July 29, 2013 at 1:35 pm
Ansede says:

Please be informed. Voter fraud is very real. Project Veritas operates on a shoestring budget and very easily exposed problems with voter registration and even complicit democrat operations.

http://www.projectveritas.com/category/library/

July 29, 2013 at 7:49 pm
dj anderson says:

In my lifetime, I only know personally of one person, a relative, repeatedly selling his vote (every election for many years), two cases of voting in another's name, one person who admitted marring ballots when counting them years ago, and one person claiming to vote more than once. Other than that, I don't know how I would know of vote buying/selling or fraud.
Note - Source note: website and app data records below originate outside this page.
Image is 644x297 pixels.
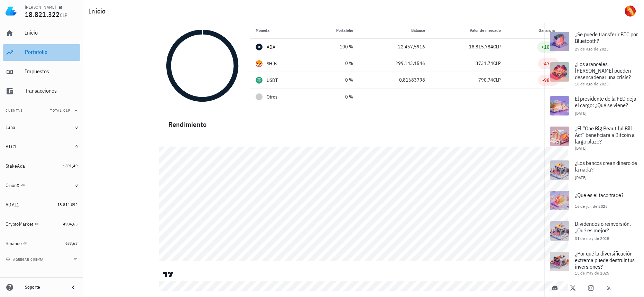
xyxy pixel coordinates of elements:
div: ADA-icon [256,43,262,51]
div: Portafolio [25,49,78,56]
img: LedgiFi [6,6,16,16]
span: 0 [75,144,78,149]
span: El presidente de la FED deja el cargo: ¿Qué se viene? [575,95,637,109]
div: SHIB-icon [256,60,262,67]
span: 16 de jun de 2025 [575,204,607,209]
span: agregar cuenta [7,257,43,262]
a: Inicio [2,25,80,42]
div: Binance [6,241,22,246]
a: ¿Qué es el taco trade? 16 de jun de 2025 [544,185,644,215]
div: -98 % [542,77,555,83]
div: Transacciones [25,88,78,94]
span: 18.815.784 [469,43,493,50]
a: OrionX 0 [2,177,80,193]
th: Portafolio [309,22,359,38]
span: 29 de ago de 2025 [575,47,609,52]
span: ¿Se puede transferir BTC por Bluetooth? [575,31,637,44]
div: 100 % [315,43,353,51]
span: - [424,93,425,100]
span: 15 de may de 2025 [575,270,609,275]
span: 3731,74 [475,60,493,66]
div: Luna [6,124,16,130]
div: 0 % [315,76,353,83]
span: ¿Los aranceles [PERSON_NAME] pueden desencadenar una crisis? [575,61,631,80]
div: avatar [624,6,636,16]
div: 22.457,5916 [365,43,425,51]
th: Balance [359,22,431,38]
a: StakeAda 1691,49 [2,157,80,174]
div: ADAL1 [6,202,20,208]
a: Luna 0 [2,119,80,135]
div: [PERSON_NAME] [25,4,56,10]
a: ¿Por qué la diversificación extrema puede destruir tus inversiones? 15 de may de 2025 [544,246,644,280]
span: CLP [60,12,68,18]
span: 0 [75,124,78,129]
a: Dividendos o reinversión: ¿Qué es mejor? 31 de may de 2025 [544,215,644,246]
span: Total CLP [50,108,70,113]
div: BTC1 [6,144,16,150]
span: CLP [493,43,501,50]
a: Impuestos [2,64,80,80]
a: BTC1 0 [2,138,80,155]
a: Transacciones [2,83,80,100]
span: ¿Los bancos crean dinero de la nada? [575,160,637,173]
a: ¿Los aranceles [PERSON_NAME] pueden desencadenar una crisis? 18 de ago de 2025 [544,56,644,91]
span: 18.814.092 [57,202,78,207]
span: 1691,49 [63,163,78,169]
div: Inicio [25,29,78,36]
a: CryptoMarket 4904,63 [2,215,80,232]
a: ADAL1 18.814.092 [2,196,80,213]
span: Dividendos o reinversión: ¿Qué es mejor? [575,220,631,233]
span: 18 de ago de 2025 [575,81,609,87]
div: 0 % [315,93,353,101]
span: 18.821.322 [25,10,60,19]
a: ¿El “One Big Beautiful Bill Act” beneficiará a Bitcoin a largo plazo? [DATE] [544,121,644,155]
div: Rendimiento [163,113,565,130]
span: ¿Por qué la diversificación extrema puede destruir tus inversiones? [575,250,635,270]
span: ¿El “One Big Beautiful Bill Act” beneficiará a Bitcoin a largo plazo? [575,124,635,145]
span: [DATE] [575,146,587,151]
div: SHIB [266,60,277,67]
span: 790,74 [478,77,493,83]
button: CuentasTotal CLP [2,102,80,119]
div: 0 % [315,60,353,67]
div: USDT-icon [256,77,262,83]
a: Portafolio [2,44,80,61]
div: USDT [266,77,278,83]
div: +10 % [542,43,555,51]
button: agregar cuenta [4,255,47,263]
span: ¿Qué es el taco trade? [575,191,624,198]
div: 299.143,1546 [365,60,425,67]
span: 31 de may de 2025 [575,236,609,241]
span: [DATE] [575,175,587,180]
th: Moneda [250,22,309,38]
span: [DATE] [575,110,587,115]
th: Valor de mercado [431,22,506,38]
span: 633,63 [66,241,78,245]
a: Binance 633,63 [2,235,80,251]
a: ¿Los bancos crean dinero de la nada? [DATE] [544,155,644,185]
div: 0,81683798 [365,76,425,83]
span: CLP [493,77,501,83]
h1: Inicio [88,6,109,16]
div: Impuestos [25,68,78,74]
div: StakeAda [6,163,25,169]
span: 4904,63 [63,221,78,227]
a: ¿Se puede transferir BTC por Bluetooth? 29 de ago de 2025 [544,26,644,56]
span: CLP [493,60,501,66]
div: ADA [266,43,275,51]
a: El presidente de la FED deja el cargo: ¿Qué se viene? [DATE] [544,91,644,121]
div: Soporte [25,284,64,290]
span: Otros [266,93,278,101]
a: Charting by TradingView [162,271,175,277]
div: CryptoMarket [6,221,34,227]
span: Ganancia [538,28,559,33]
span: 0 [75,182,78,187]
div: -47 % [542,60,555,67]
div: OrionX [6,182,20,188]
span: - [499,93,501,100]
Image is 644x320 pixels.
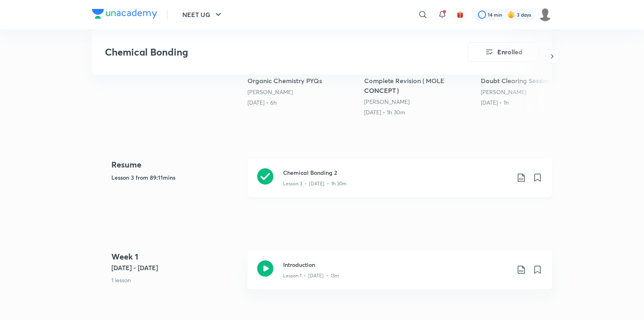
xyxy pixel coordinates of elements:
[364,76,474,96] h5: Complete Revision ( MOLE CONCEPT )
[481,76,591,86] h5: Doubt Clearing Session
[507,10,516,19] img: streak
[481,98,591,106] div: 5th Aug • 1h
[247,88,293,96] a: [PERSON_NAME]
[111,276,241,284] p: 1 lesson
[247,76,358,86] h5: Organic Chemistry PYQs
[364,98,410,105] a: [PERSON_NAME]
[364,98,474,106] div: Anushka Choudhary
[481,88,591,96] div: Anushka Choudhary
[178,7,228,23] button: NEET UG
[283,180,347,187] p: Lesson 3 • [DATE] • 1h 30m
[92,9,157,19] img: Company Logo
[454,8,467,21] button: avatar
[247,250,552,299] a: IntroductionLesson 1 • [DATE] • 13m
[283,272,339,279] p: Lesson 1 • [DATE] • 13m
[247,98,358,106] div: 20th Apr • 6h
[539,8,552,21] img: ANSHITA AGRAWAL
[364,108,474,116] div: 10th Jul • 1h 30m
[468,42,539,61] button: Enrolled
[111,263,241,272] h5: [DATE] - [DATE]
[111,250,241,263] h4: Week 1
[92,9,157,21] a: Company Logo
[283,260,510,269] h3: Introduction
[481,88,527,96] a: [PERSON_NAME]
[456,11,464,18] img: avatar
[111,159,241,171] h4: Resume
[247,159,552,207] a: Chemical Bonding 2Lesson 3 • [DATE] • 1h 30m
[283,169,510,177] h3: Chemical Bonding 2
[111,173,241,182] h5: Lesson 3 from 89:11mins
[105,46,422,58] h3: Chemical Bonding
[247,88,358,96] div: Anushka Choudhary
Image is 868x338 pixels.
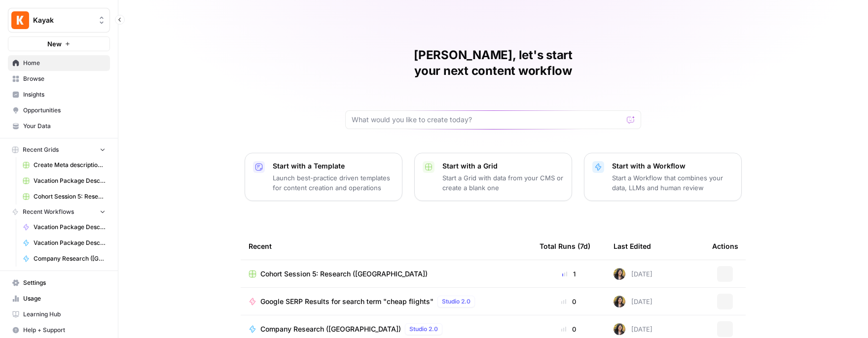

I don't know how someone would be caught if at all clever, tho, if they registered and were not qualified, or sold their signed absentee ballot, or voted more than once in different places.

Has vote fraud taken place. Yes, look at Chicago where it was brazen. Could it happen in NC? Yes. Has it, and is it happening, Yes. How much? No way to know. Even when caught voting in two places, I've not heard of someone being prosecuted.

Bottom line, it would be so easy to cheat on voting that people do suspect it and thus have a loss in confidence in the ballot. That's a serious doubt to have in a democracy.

Having been forced to vote provisionally when two others voted in place of my spouse and I, I'm all for voter ID and want it extended to the absentee ballot, and want absentee ballots restricted tightly.